In the summer of 1979, the ITV channel disappeared from the national screens for months due to industrial action, and my main source of income was locked up behind picket lines. My dog developed tumours and died in the autumn, despite excellent veterinary care. I was sad, and worried about the future. The strike was resolved, but freelance writers for Yorkshire Television would be wise to be on the spot, not trying to commute between Winchester and Leeds. I had openings for single plays, series episodes, more How We Used To Live; and by l980 a move 'up north' seemed to offer a glimmer of financial security. But Alresford still feels like home when I return.

Some of the shops I used to frequent are gone, others are still staffed by familiar faces. There are new houses in-filling odd corners, usefully and attractively, but the visual aspect is much the same, even with major changes in Broad Street. I go into the Library (much-extended now) and usually see the same staff on duty, and the Studio Bookshop is almost the same as it was. A play I wrote for Central TV. The Index Has Gone Fishing, owed its title to the relationship between these two establishments, the first so classified and orderly, the second a haven of serendipity for browsers. As it was produced in the Midlands. the locations chosen were in Pershore, not a bad second-best! The play received an International TV Movie Award for Best Drama, so the Americans must have liked our quiet English eccentricity!

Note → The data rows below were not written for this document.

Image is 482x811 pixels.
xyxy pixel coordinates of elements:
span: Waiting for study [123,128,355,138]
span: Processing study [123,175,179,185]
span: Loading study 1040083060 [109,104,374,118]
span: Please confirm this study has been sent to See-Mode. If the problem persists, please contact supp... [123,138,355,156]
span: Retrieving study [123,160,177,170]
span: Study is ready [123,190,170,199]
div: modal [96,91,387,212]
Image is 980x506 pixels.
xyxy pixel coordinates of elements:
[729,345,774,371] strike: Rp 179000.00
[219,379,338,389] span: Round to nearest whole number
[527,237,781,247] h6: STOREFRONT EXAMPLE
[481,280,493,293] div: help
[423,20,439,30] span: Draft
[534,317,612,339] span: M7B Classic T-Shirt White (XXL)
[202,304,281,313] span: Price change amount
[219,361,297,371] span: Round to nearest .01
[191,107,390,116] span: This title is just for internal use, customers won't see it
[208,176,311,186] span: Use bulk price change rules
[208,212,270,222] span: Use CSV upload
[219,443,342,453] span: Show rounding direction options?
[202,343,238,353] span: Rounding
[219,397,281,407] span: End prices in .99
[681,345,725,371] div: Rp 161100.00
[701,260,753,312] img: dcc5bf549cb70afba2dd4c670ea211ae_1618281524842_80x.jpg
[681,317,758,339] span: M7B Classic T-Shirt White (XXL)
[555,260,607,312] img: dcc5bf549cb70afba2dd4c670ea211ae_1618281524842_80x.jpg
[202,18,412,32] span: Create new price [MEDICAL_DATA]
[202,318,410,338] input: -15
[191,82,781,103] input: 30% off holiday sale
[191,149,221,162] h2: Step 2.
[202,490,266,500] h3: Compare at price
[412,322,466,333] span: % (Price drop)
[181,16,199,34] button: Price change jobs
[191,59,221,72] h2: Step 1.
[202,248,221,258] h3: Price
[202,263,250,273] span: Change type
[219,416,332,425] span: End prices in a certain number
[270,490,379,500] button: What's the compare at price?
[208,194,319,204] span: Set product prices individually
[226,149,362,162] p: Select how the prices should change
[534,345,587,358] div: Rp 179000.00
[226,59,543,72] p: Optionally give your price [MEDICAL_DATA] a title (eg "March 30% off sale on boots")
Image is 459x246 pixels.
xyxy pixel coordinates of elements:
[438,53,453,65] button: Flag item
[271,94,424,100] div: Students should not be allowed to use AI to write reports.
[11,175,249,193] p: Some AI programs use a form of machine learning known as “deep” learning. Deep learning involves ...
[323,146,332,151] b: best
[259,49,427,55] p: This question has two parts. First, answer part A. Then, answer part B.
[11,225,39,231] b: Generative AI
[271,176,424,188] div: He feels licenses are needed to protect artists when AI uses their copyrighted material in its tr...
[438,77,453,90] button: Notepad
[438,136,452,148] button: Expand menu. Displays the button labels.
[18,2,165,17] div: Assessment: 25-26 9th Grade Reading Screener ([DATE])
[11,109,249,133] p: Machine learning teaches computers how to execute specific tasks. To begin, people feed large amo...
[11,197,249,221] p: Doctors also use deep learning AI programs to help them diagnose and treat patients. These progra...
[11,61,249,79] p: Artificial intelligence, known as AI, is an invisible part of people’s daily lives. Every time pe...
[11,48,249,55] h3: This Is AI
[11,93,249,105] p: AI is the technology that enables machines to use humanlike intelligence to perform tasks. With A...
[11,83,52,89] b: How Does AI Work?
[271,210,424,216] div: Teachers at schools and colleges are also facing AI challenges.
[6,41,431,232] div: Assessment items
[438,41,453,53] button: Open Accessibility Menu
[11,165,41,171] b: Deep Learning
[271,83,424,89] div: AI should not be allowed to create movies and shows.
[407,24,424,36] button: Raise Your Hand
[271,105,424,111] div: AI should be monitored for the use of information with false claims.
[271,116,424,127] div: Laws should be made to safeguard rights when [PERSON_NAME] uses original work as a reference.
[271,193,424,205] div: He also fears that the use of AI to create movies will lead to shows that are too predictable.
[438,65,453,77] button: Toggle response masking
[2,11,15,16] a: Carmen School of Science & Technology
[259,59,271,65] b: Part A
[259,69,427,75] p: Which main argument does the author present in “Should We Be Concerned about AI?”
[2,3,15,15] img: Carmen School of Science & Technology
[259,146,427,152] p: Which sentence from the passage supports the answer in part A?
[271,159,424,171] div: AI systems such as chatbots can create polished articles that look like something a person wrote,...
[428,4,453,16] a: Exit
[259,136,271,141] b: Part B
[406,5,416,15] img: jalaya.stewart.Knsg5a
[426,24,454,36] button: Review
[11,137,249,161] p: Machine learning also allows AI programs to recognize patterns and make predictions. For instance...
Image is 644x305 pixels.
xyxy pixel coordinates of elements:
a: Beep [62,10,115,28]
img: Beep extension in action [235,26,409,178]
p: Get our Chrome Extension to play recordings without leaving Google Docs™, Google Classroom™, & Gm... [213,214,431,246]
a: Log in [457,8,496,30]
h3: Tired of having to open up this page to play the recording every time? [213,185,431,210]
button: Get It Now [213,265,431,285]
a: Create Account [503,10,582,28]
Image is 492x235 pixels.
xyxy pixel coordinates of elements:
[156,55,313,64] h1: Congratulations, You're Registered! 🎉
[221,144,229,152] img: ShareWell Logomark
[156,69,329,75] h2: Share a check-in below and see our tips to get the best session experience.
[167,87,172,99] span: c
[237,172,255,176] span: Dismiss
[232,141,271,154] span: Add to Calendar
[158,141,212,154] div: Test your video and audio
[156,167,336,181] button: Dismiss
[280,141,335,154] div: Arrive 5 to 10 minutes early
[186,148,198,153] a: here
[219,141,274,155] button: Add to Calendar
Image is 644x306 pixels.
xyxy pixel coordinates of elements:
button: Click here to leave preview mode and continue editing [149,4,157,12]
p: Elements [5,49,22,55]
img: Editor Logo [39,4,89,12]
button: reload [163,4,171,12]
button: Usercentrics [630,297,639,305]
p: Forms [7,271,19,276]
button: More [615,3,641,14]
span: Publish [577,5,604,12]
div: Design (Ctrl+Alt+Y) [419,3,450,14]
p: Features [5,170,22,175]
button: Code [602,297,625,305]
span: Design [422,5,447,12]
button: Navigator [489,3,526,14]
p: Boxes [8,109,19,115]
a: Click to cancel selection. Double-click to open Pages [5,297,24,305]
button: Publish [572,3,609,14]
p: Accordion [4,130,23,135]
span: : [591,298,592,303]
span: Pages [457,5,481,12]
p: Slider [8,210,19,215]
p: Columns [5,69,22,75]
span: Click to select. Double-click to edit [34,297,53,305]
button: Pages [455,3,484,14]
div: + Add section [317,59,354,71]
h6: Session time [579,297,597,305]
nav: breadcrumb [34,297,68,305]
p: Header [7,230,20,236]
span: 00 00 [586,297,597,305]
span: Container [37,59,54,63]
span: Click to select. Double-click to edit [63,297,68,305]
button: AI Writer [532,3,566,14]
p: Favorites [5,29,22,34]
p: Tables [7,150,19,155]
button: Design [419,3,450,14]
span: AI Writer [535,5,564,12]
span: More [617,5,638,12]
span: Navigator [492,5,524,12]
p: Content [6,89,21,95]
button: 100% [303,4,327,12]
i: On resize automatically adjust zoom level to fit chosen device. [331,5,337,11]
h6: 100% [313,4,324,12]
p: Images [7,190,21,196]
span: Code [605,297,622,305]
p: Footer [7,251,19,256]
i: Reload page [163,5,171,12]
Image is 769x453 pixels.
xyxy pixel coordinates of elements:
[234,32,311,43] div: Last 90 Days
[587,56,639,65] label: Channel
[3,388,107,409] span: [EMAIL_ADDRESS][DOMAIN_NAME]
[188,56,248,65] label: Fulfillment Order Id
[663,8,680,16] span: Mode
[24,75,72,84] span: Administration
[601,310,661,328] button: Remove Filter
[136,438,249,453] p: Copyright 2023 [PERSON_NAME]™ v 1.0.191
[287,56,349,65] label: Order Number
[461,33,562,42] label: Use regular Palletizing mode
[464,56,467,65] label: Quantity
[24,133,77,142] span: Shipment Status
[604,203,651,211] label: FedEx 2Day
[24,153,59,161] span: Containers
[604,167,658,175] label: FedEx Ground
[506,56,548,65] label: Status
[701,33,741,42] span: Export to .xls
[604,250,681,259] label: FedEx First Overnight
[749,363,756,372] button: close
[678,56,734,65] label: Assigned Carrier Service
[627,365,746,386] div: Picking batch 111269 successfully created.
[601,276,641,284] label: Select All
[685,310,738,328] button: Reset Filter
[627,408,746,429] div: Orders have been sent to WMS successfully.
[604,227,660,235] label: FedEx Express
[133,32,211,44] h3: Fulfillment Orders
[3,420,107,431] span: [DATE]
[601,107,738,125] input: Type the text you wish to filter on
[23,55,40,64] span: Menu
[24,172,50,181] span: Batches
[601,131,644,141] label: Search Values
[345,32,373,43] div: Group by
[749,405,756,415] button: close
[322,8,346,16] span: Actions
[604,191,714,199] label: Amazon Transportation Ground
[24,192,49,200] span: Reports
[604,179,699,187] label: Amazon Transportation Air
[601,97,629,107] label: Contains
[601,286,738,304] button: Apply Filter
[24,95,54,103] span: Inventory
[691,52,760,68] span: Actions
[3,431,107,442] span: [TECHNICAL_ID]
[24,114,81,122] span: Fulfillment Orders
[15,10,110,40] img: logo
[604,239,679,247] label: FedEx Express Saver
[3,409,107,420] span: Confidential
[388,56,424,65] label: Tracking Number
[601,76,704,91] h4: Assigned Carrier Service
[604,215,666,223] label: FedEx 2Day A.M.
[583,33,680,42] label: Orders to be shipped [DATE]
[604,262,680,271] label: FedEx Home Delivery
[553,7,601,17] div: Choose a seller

My 'cottage in the country' now overlooks Hardcastle Crags, a National Trust property in the South Pennines, and the nearby town is Victorian millstone grit, not Georgian flint and brick. The writing career has branched out to include theatre, and I've sometimes been surprised to meet Alresford friends in audiences far from home; Miss Pennington when we toured to the Richmond Georgian Theatre in the North Yorkshire Dales, Rev. Parkes at our summer repertory season in Norfolk. . . Links with Alresford are never far away. lt's good to see that the saplings I helped to plant in Arlebury Park and the Memorial Garden are now sturdy trees, that the by-pass is relieving traffic pressure along East Street and West Street, and above all, that the culture and character of Alresford are still unforgettably unique.